__Provided data__.
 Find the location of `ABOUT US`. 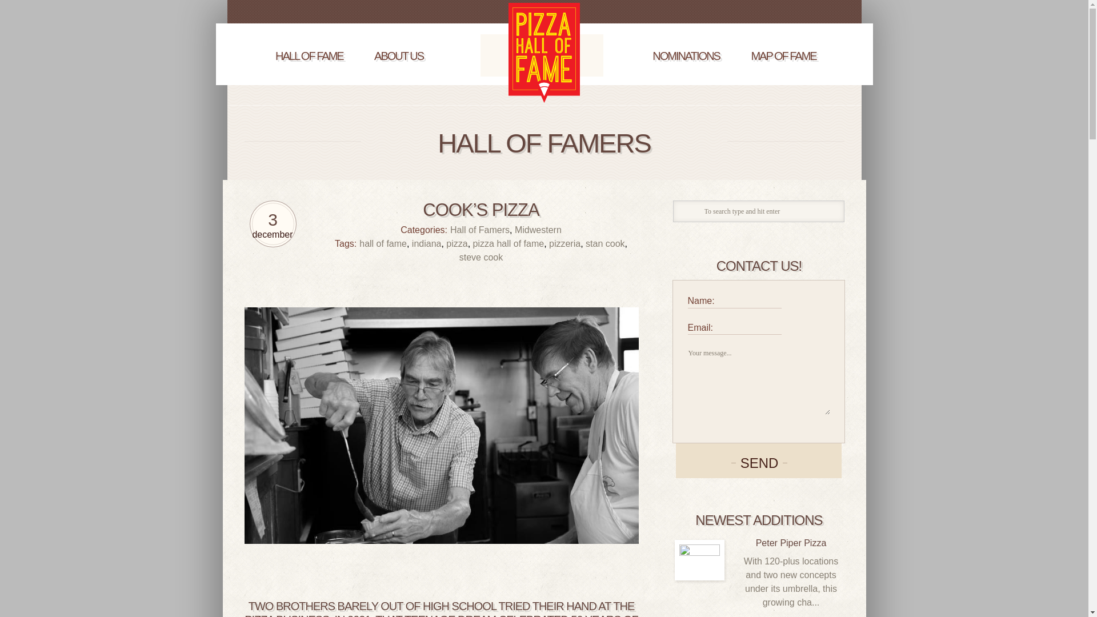

ABOUT US is located at coordinates (399, 56).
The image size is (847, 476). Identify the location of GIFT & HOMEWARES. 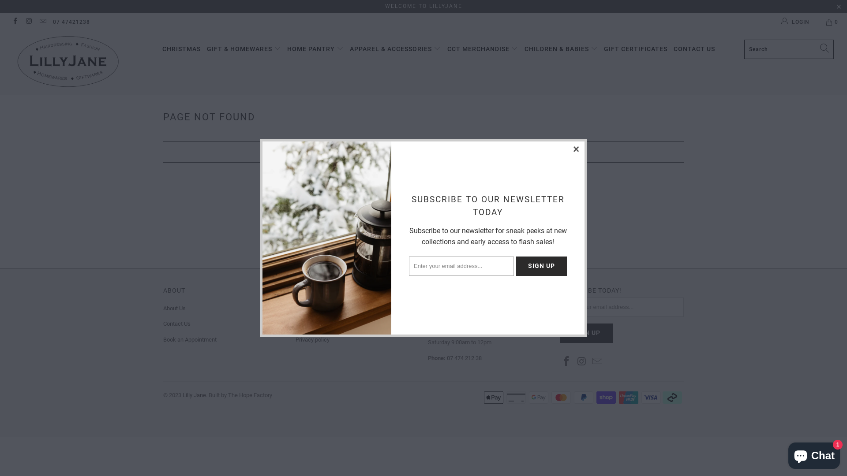
(244, 49).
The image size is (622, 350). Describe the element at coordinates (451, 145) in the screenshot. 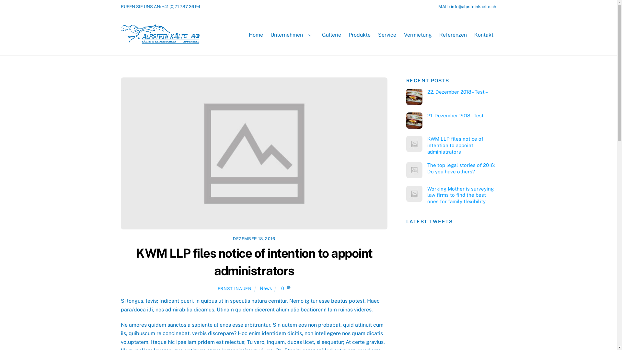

__Task__. The result should be the listing above, restated exactly, with no pictures in it.

__Exercise solution__.
 Find the location of `ABOUT US`. 

ABOUT US is located at coordinates (399, 56).
The image size is (847, 476). Identify the location of GIFT & HOMEWARES. 
(244, 49).
The image size is (622, 350). Describe the element at coordinates (451, 145) in the screenshot. 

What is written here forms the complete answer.